‘Least fashion-conscious’? It’s totally true … and absolutely false

by DGO Web Administrator

It seems like something the city would have forgotten about long ago – the “least fashion-conscious” in America. The only reason I bring all this up is because people still talk about it – like, all the time – decades after USA Today made the accusation. When I moved here four years ago, I heard it so often I assumed it must had been written, you know, sometime this decade. Not nearly 30 years ago.

But there’s a reason why it has stuck. Because it’s entirely true. And it’s completely false. And how we talk about it says more about Durangoans than any label USA Today cooked up.

Let’s set aside issues of methodology – this was not a scientific study worthy of such scrutiny. It was likely a conclusion reached by one to three people based on flimsy and unsophisticated evidence meant to sell newspapers and get entire cities and regions talking. Let’s indulge the assessment despite that the people who engineered it have probably died of natural causes by now.

Just consider the phrase: Fashion-conscious. What does that even mean? Whose fashion are we referring to, ours or someone else’s? How are we defining “fashion,” as if there is one definition and we all agree on it. Which, of course, there isn’t, and we don’t. And how conscious is conscious? Somewhere between indifferent and obsessed? That’s quite the gully.

It doesn’t take much looking in Durango to know that outdoor sports and their utilitarian clothes that are marketed, sold to, worn, and cherished by outdoor folks dominate closets in Durango. Go to Steamworks in a ironically named sports jacket amid a sea of North Face and Patagonia and people ask if you’ve come from a funeral. Are those khaki pants you’re wearing, kind bank employee? No, they’re a nylon blend with pockets in odd places.

Before I moved to Durango, I regularly hung out in the Western Massachusetts town of Great Barrington. Though a third of its size, GB had a lot of similarities to Durango in terms of the values, spirit, and character of the people and place. But where Durango has its outdoorwear-as-fashion, in Great Barrington it was farmers. I’d go to the co-op – the high-status place to shop for groceries for the crunchy crowd – and notice a lot of Muck boots, those three-season boots good for snow, rain or mud. Sometimes the boots would be muddy straight from the field, and sometimes complemented by L.L. Bean up top. Muck boots were utilitarian, yet they carried a sense of status with them, just like the dirty fingernails on some of those who wore them.

And that’s what fashion and style are all about: communication and status. What we wear signals what we care about, the things we do. It reflects our activities and values. In Durango, all that activewear is absolutely necessary to the lifestyles of those who wear it, but looking like you just got off the mountain, down to the messy hair if not covered by some kind of headwear, also carries status. To say that people are unaware or oblivious is inaccurate. They know, they just might not care. They may even make an effort to look like they do, the coiffed “I don’t care” look.

Fashion and style, of course, will change depending on culture and geography. The just-off-the-mountain look in Durango IS what counts as fashionable around here, but it also creates and reinforces a casual culture: I can’t imagine even the nicest restaurants in town getting too worked up about a lot of North Face walking through the door. We’re a laid-back town. But we’re conscious of that.

And that’s not the only dominant style around here. Most of the friends I have here don’t own many “new” clothes. Thrift stores and vintage shops and other second-hand outlets dominate a large sector of Durango (and look at all the choices we have … perhaps it’s supply matching demand). They’re also some of the most fashionable and fashion-conscious people I’ve met, regardless of where I’ve lived or who’s defining the terms.

Part of me wishes this 30-year-old label would slump off into forgotten memory. It seems like too much power to be given to something as equally outdated as nonsensical. But there’s a reason we’re still talking about it: Because it actually captures a lot of the identity here, though probably not in the way USA Today meant. I believe a lot of people are just fine with it all, wearing it like a fashion-unconscious badge of honor.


The entries below are to be written out exactly, with no images included.

*-*-*

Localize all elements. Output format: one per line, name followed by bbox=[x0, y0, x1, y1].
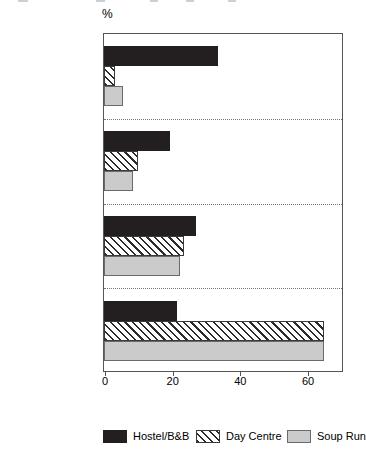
legend-swatch-icon bbox=[287, 430, 311, 443]
category-group bbox=[104, 34, 342, 119]
legend-item: Day Centre bbox=[196, 428, 282, 444]
bar-3-1 bbox=[104, 321, 324, 341]
x-tick-label: 40 bbox=[220, 375, 260, 388]
category-group bbox=[104, 119, 342, 204]
bar-1-1 bbox=[104, 151, 138, 171]
legend-swatch-icon bbox=[196, 430, 220, 443]
bar-3-2 bbox=[104, 341, 324, 361]
plot-inner bbox=[104, 34, 342, 371]
bar-2-2 bbox=[104, 256, 180, 276]
bar-3-0 bbox=[104, 301, 177, 321]
bar-0-2 bbox=[104, 86, 123, 106]
top-crop-artifact bbox=[0, 0, 350, 3]
x-tick-label: 0 bbox=[85, 375, 125, 388]
bar-0-1 bbox=[104, 66, 115, 86]
x-tick-label: 60 bbox=[288, 375, 328, 388]
category-group bbox=[104, 288, 342, 373]
legend-label: Soup Run bbox=[317, 430, 366, 443]
bar-1-0 bbox=[104, 131, 170, 151]
bar-2-0 bbox=[104, 216, 196, 236]
legend-label: Day Centre bbox=[226, 430, 282, 443]
chart-legend: Hostel/B&BDay CentreSoup Run bbox=[103, 428, 350, 444]
x-tick-label: 20 bbox=[153, 375, 193, 388]
legend-swatch-icon bbox=[103, 430, 127, 443]
axis-unit-label: % bbox=[102, 7, 113, 21]
legend-item: Hostel/B&B bbox=[103, 428, 189, 444]
plot-area bbox=[103, 33, 343, 372]
bar-1-2 bbox=[104, 171, 133, 191]
bar-2-1 bbox=[104, 236, 184, 256]
legend-item: Soup Run bbox=[287, 428, 366, 444]
bar-0-0 bbox=[104, 46, 218, 66]
legend-label: Hostel/B&B bbox=[133, 430, 189, 443]
category-group bbox=[104, 204, 342, 289]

*-*-*

▶ Output for this task
Localize all elements. Output format: one per line, name followed by bbox=[x0, y0, x1, y1].
legend-swatch-icon bbox=[287, 430, 311, 443]
category-group bbox=[104, 34, 342, 119]
legend-item: Day Centre bbox=[196, 428, 282, 444]
bar-3-1 bbox=[104, 321, 324, 341]
x-tick-label: 40 bbox=[220, 375, 260, 388]
category-group bbox=[104, 119, 342, 204]
bar-1-1 bbox=[104, 151, 138, 171]
legend-swatch-icon bbox=[196, 430, 220, 443]
bar-3-2 bbox=[104, 341, 324, 361]
plot-inner bbox=[104, 34, 342, 371]
bar-2-2 bbox=[104, 256, 180, 276]
bar-3-0 bbox=[104, 301, 177, 321]
bar-0-2 bbox=[104, 86, 123, 106]
top-crop-artifact bbox=[0, 0, 350, 3]
x-tick-label: 0 bbox=[85, 375, 125, 388]
bar-0-1 bbox=[104, 66, 115, 86]
x-tick-label: 60 bbox=[288, 375, 328, 388]
category-group bbox=[104, 288, 342, 373]
legend-label: Soup Run bbox=[317, 430, 366, 443]
bar-1-0 bbox=[104, 131, 170, 151]
bar-2-0 bbox=[104, 216, 196, 236]
legend-label: Day Centre bbox=[226, 430, 282, 443]
chart-legend: Hostel/B&BDay CentreSoup Run bbox=[103, 428, 350, 444]
x-tick-label: 20 bbox=[153, 375, 193, 388]
legend-swatch-icon bbox=[103, 430, 127, 443]
axis-unit-label: % bbox=[102, 7, 113, 21]
legend-item: Hostel/B&B bbox=[103, 428, 189, 444]
plot-area bbox=[103, 33, 343, 372]
bar-1-2 bbox=[104, 171, 133, 191]
bar-2-1 bbox=[104, 236, 184, 256]
legend-item: Soup Run bbox=[287, 428, 366, 444]
bar-0-0 bbox=[104, 46, 218, 66]
legend-label: Hostel/B&B bbox=[133, 430, 189, 443]
category-group bbox=[104, 204, 342, 289]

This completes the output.